A sign stand outside the US State Department in Washington, DC. (Getty Images file photo)

The United States announced it will provide $89 million more in aid to Ukraine to clear mines.

The US State Department announced on Tuesday the funding will help establish 100 teams that can defuse and dispose of unexploded ordnances that cover an area of 160,000 square kilometers (nearly 62,000 square miles), roughly the size of Virginia, Maryland, and Connecticut combined.

“Russia’s unlawful and unprovoked further invasion of Ukraine has littered massive swaths of the country with landmines, unexploded ordnance, and improvised explosive devices,” the State Department said in a statement.

“The grotesque use of improvised explosive devices in the manner that we are seeing in Ukraine by Russian actors was previously only associated with ISIS (Daesh) in Syria,” it added. 

The demining aid package follows an announcement on Monday that the US is providing $1 billion in military equipment to Ukraine, as well as $4.5 billion in economic assistance.

The $1 billion arms package announced by the Pentagon last week will reportedly include ammunition for High Mobility Artillery Rocket Systems (HIMARS), and National Advanced Surface-to-Air Missile Systems (NASAMS) as well as some 50 M113 armored medical vehicles.

The $4.5 billion budgetary grant will provide Kiev with the financial resources needed to cover payments for pensions, social welfare and healthcare costs.

"The United States has now committed approximately 9.8 billion in security assistance to Ukraine since the beginning of the Biden administration," Undersecretary of Defense for Policy Dr. Colin Kahl tells reporters at a briefing at the Pentagon.

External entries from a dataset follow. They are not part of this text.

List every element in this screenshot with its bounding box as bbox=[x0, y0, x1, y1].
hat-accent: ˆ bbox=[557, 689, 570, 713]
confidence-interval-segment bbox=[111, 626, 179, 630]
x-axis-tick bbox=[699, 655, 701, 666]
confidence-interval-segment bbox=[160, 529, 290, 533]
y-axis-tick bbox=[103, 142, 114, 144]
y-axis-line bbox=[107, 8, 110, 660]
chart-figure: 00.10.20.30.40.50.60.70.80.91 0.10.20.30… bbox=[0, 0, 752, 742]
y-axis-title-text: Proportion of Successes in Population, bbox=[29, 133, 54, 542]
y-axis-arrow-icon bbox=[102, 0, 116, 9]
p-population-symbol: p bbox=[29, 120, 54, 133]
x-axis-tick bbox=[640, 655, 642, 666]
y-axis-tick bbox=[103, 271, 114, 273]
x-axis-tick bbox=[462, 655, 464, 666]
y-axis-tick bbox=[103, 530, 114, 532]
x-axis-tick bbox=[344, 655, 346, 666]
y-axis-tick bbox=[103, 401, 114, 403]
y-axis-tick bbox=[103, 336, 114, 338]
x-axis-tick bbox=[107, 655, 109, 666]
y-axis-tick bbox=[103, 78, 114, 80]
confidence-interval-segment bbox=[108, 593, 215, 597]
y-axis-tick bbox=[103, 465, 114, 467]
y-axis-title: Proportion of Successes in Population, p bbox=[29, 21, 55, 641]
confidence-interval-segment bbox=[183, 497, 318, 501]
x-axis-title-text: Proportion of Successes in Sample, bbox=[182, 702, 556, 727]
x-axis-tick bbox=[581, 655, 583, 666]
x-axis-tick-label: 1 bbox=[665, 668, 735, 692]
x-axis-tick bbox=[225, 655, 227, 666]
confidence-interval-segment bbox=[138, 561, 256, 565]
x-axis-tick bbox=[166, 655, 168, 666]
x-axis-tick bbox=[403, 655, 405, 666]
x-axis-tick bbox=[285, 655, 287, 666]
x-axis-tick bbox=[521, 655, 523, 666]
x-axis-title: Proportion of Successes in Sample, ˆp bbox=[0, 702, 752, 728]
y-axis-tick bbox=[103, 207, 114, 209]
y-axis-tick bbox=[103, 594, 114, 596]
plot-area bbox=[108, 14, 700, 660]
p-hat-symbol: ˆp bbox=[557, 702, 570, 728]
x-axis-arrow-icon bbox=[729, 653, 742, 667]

The $89 million in funding will also support a “large-scale train and equip project” to demine and dispose of explosive ordinances that are in civilian areas.

The State Department said that the remaining mines “continue to kill and maim innocent Ukrainian civilians.”

Since the onset of Russia’s “special military operation” in Ukraine on February 24, the United States and its European allies have been sending a flood of advanced weapons into Ukraine to help its military fend off Russian forces.

Ukraine hopes to outmaneuver the Russians by obtaining more advanced weapons. Kiev heavily relies on its Western allies to regain the Donbas, composed of the two breakaway regions of Donetsk and Luhansk, where the Russian military has focused its attention on.

Pro-Russia forces had held parts of Luhansk and Donetsk regions even before the Russian onslaught began.

The Ukraine government said it needs the HIMARS systems to better match the range of Russian rocket systems that it said were being extensively used against Ukrainian positions in Donbas.

American officials have said that while HIMARS are vital for Ukrainian forces, but no single weapon system alone can change the war.